E publishing

myrionomos

Really Experienced
Joined
Dec 7, 2009
Posts
124
I just completed a fairly long piece, about 90,000 words and someone whose opinion I have a degree of respect for suggested it was good enough for E publishing. I disagreed with her as it contains a number of significant errors and I won't be trying to publish this particular story. There is another in progress which I think will turn out much better. However, it set me thinking, I know almost nothing about E puplishing and there is not much help in the "How to" section.

Is there a useful guide anywhere and if not can any guidance be given?

My first attempts to find anything out seem to indicate that the hardest thing is to get anyone to look at the work, is that so?

Major pitfalls?

Thanks

M
 
Gauchecritic started a thread once you might find helpful:

For those who keep asking about publishing

Here is a list of publishers (no idea how current):

http://pred-ed.com/pebp.htm

In this thread you find Lit authors that have recent publications.

Literoticas authors and their books

Following some of the links might lead their publishers sites, which often include information about criteria for accepting submissions of new authors. Make sure you follow format requirements and, if at all possible, get someone to look over you piece before.

It would of course also be a good idea to post the story on Literotica first to get a feel of how it is received, which might also give you some perspective as to how likely it is that it will be accepted by a publisher. You can withdraw submissions at any time here.
 
You might try self-publishing on Amazon Kindle. Amazon wants a little too much, but it will get published, nonetheless.
 
It would of course also be a good idea to post the story on Literotica first ...

Not necessarily.

Some publishers won't even consider anything that has been previously 'published' on the internet; some will require it be removed from Lit before considering it; and some won't care.

It would be best to determine what potential publishers requirements are as to previous publication before submitting a story to Lit if you aspire to getting it published. Submit it to those publishers who want only "unpublished works" first and then submit it to Lit for some public exposure if you want to go that route.
 
Is there a useful guide anywhere and if not can any guidance be given?


Good idea. I've written and submitted a "How To" essay on the subject. Its title will be "Some Whys and Hows of E-Publishing Erotica" and should post to the New story file sometime between next Monday and Wednesday.
 
Good idea. I've written and submitted a "How To" essay on the subject. Its title will be "Some Whys and Hows of E-Publishing Erotica" and should post to the New story file sometime between next Monday and Wednesday.

Nice, SR, thx
 
Perplexed?

Thank you for the responses. I was a bit perplexed when there were 59 views and only a response from past_perfect. Surely I thought there are authors here who want to know more about getting published or maybe those that do already know how to?

SR71plt's commitment is brilliant and I look forward to seeing it. My only experience of publishing is very technical content and I am pretty certain that experience has little relevance.
 
You might try self-publishing on Amazon Kindle. Amazon wants a little too much, but it will get published, nonetheless.

Amazon is giving 70% to authors now (instead of the other way around... they used to give 35%).

If your book fits one of the indie pub categories (i.e. romance) you might want to go with a large outfit like Samhain Publishing or Ellora's Cave. They do more marketing and have a big name, so it helps garner sales.

If you have a large Lit following, self-publishing is an option. Smashwords.com distributes to a lot of the biggies - Apple, Sony, Barnes and Noble, etc. And you can publish on Amazon as well. That's the biggest venue at the moment, although you can find yourself a small fish in a very big pond over there.
 
I think the secret to doing well in e-publishing . . . shhh . . . come closer and don't whisper a word of this to anyone . . . is volume--not in wordage, but in titles. You get a synergistic effect by launching new titles fairly often. Of course you'll find you'll do better in certain genres ,and so those are good ones to feed titles to frequently--and what you write needs to be better than average in the story and the storytelling (and, frankly, in the sex) for the erotica market to entice people to come back. (And the cover--if you write erotica, erotic covers attract the most buyers.)

But . . . shhh. Keep it under your hat. Wouldn't want to flood the market, would we?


§ Instructions for the task
Skip every image and restate the data word for word.

*** Begin section ***

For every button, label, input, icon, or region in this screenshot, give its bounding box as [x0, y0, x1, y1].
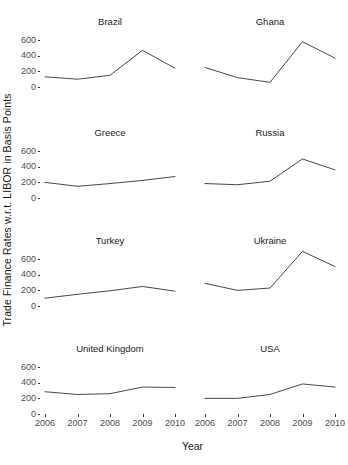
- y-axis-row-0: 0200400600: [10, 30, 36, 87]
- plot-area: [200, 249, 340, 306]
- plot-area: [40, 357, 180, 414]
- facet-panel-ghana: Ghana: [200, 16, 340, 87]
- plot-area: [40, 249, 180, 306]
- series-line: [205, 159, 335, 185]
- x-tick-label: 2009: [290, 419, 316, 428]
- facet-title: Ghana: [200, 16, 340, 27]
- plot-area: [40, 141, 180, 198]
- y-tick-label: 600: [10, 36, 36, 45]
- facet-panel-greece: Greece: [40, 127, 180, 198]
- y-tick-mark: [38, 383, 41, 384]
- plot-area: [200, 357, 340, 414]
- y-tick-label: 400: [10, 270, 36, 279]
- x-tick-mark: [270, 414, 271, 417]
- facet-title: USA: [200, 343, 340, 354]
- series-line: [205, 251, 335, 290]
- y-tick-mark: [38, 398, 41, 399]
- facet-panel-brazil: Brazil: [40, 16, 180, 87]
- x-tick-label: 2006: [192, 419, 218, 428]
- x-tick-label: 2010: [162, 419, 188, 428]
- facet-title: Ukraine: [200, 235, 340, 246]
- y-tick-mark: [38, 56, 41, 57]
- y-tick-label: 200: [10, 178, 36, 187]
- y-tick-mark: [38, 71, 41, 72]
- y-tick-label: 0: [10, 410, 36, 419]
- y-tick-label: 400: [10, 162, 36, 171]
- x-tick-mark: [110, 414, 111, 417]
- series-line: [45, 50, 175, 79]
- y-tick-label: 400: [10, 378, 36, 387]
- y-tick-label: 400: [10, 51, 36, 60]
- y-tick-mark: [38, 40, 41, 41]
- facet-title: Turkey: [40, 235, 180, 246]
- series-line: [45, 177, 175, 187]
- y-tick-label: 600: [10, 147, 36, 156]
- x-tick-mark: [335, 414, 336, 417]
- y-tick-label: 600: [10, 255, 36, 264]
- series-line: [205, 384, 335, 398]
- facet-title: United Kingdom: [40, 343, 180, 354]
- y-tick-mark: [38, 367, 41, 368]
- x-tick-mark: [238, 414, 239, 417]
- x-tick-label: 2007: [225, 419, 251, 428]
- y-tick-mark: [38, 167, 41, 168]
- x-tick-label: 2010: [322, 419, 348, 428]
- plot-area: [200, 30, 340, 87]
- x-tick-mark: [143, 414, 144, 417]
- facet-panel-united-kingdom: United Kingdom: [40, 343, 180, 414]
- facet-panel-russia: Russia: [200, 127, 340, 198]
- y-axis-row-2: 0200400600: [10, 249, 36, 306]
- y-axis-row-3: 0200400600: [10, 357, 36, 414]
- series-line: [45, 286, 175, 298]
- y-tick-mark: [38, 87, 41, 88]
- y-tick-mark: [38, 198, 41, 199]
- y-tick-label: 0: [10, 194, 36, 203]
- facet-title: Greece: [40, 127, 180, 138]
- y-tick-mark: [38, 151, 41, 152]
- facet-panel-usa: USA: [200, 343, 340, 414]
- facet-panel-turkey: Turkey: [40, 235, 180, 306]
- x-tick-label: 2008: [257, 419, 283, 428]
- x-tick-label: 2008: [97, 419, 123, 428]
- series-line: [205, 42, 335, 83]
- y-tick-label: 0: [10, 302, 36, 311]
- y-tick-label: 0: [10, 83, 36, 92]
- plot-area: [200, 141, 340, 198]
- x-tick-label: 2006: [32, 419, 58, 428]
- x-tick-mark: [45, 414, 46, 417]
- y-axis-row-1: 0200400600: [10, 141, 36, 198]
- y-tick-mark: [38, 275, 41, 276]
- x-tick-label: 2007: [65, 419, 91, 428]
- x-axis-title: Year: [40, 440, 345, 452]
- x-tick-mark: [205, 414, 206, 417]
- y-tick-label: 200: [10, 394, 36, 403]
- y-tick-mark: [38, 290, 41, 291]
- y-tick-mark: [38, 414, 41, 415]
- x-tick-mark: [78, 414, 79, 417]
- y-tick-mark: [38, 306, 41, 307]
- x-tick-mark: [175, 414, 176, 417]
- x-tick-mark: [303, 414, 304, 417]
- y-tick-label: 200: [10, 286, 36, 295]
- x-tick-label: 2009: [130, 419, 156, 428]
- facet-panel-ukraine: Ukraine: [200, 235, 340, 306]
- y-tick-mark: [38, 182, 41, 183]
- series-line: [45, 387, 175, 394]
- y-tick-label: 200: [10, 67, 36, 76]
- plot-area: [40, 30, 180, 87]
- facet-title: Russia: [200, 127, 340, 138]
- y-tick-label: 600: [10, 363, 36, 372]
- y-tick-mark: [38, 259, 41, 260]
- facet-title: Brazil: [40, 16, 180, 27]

*** End section ***

§ Answer box
For every button, label, input, icon, or region in this screenshot, give its bounding box as [x0, y0, x1, y1].
- y-axis-row-0: 0200400600: [10, 30, 36, 87]
- plot-area: [200, 249, 340, 306]
- plot-area: [40, 357, 180, 414]
- facet-panel-ghana: Ghana: [200, 16, 340, 87]
- plot-area: [40, 249, 180, 306]
- series-line: [205, 159, 335, 185]
- x-tick-label: 2009: [290, 419, 316, 428]
- facet-title: Ghana: [200, 16, 340, 27]
- plot-area: [40, 141, 180, 198]
- y-tick-label: 600: [10, 36, 36, 45]
- facet-panel-greece: Greece: [40, 127, 180, 198]
- y-tick-mark: [38, 383, 41, 384]
- plot-area: [200, 357, 340, 414]
- y-tick-label: 400: [10, 270, 36, 279]
- x-tick-mark: [270, 414, 271, 417]
- facet-title: USA: [200, 343, 340, 354]
- series-line: [205, 251, 335, 290]
- y-tick-mark: [38, 398, 41, 399]
- facet-panel-brazil: Brazil: [40, 16, 180, 87]
- x-tick-label: 2006: [192, 419, 218, 428]
- x-tick-label: 2010: [162, 419, 188, 428]
- facet-title: Ukraine: [200, 235, 340, 246]
- y-tick-mark: [38, 56, 41, 57]
- y-tick-label: 200: [10, 178, 36, 187]
- y-tick-mark: [38, 71, 41, 72]
- y-tick-label: 0: [10, 410, 36, 419]
- y-tick-label: 400: [10, 162, 36, 171]
- x-tick-mark: [110, 414, 111, 417]
- series-line: [45, 50, 175, 79]
- y-tick-label: 400: [10, 378, 36, 387]
- y-tick-label: 400: [10, 51, 36, 60]
- y-tick-mark: [38, 40, 41, 41]
- facet-title: Turkey: [40, 235, 180, 246]
- series-line: [45, 177, 175, 187]
- y-tick-label: 600: [10, 147, 36, 156]
- x-tick-mark: [335, 414, 336, 417]
- y-tick-label: 600: [10, 255, 36, 264]
- series-line: [205, 384, 335, 398]
- facet-title: United Kingdom: [40, 343, 180, 354]
- y-tick-mark: [38, 367, 41, 368]
- x-tick-mark: [238, 414, 239, 417]
- x-tick-label: 2007: [225, 419, 251, 428]
- y-tick-mark: [38, 167, 41, 168]
- x-tick-label: 2010: [322, 419, 348, 428]
- plot-area: [200, 30, 340, 87]
- x-tick-mark: [143, 414, 144, 417]
- facet-panel-united-kingdom: United Kingdom: [40, 343, 180, 414]
- facet-panel-russia: Russia: [200, 127, 340, 198]
- y-axis-row-2: 0200400600: [10, 249, 36, 306]
- y-axis-row-3: 0200400600: [10, 357, 36, 414]
- series-line: [45, 286, 175, 298]
- y-tick-mark: [38, 87, 41, 88]
- y-tick-mark: [38, 198, 41, 199]
- y-tick-label: 0: [10, 194, 36, 203]
- facet-title: Greece: [40, 127, 180, 138]
- y-tick-mark: [38, 151, 41, 152]
- facet-panel-usa: USA: [200, 343, 340, 414]
- facet-panel-turkey: Turkey: [40, 235, 180, 306]
- x-tick-label: 2008: [257, 419, 283, 428]
- x-tick-label: 2008: [97, 419, 123, 428]
- series-line: [205, 42, 335, 83]
- y-tick-label: 0: [10, 302, 36, 311]
- y-tick-label: 0: [10, 83, 36, 92]
- plot-area: [200, 141, 340, 198]
- x-tick-label: 2006: [32, 419, 58, 428]
- x-tick-mark: [45, 414, 46, 417]
- y-axis-row-1: 0200400600: [10, 141, 36, 198]
- y-tick-mark: [38, 275, 41, 276]
- x-tick-label: 2007: [65, 419, 91, 428]
- x-axis-title: Year: [40, 440, 345, 452]
- x-tick-mark: [205, 414, 206, 417]
- y-tick-label: 200: [10, 394, 36, 403]
- y-tick-mark: [38, 290, 41, 291]
- y-tick-mark: [38, 414, 41, 415]
- x-tick-mark: [78, 414, 79, 417]
- y-tick-mark: [38, 306, 41, 307]
- x-tick-mark: [175, 414, 176, 417]
- x-tick-mark: [303, 414, 304, 417]
- y-tick-label: 200: [10, 286, 36, 295]
- x-tick-label: 2009: [130, 419, 156, 428]
- facet-panel-ukraine: Ukraine: [200, 235, 340, 306]
- y-tick-mark: [38, 182, 41, 183]
- series-line: [45, 387, 175, 394]
- y-tick-label: 200: [10, 67, 36, 76]
- plot-area: [40, 30, 180, 87]
- facet-title: Russia: [200, 127, 340, 138]
- y-tick-label: 600: [10, 363, 36, 372]
- y-tick-mark: [38, 259, 41, 260]
- facet-title: Brazil: [40, 16, 180, 27]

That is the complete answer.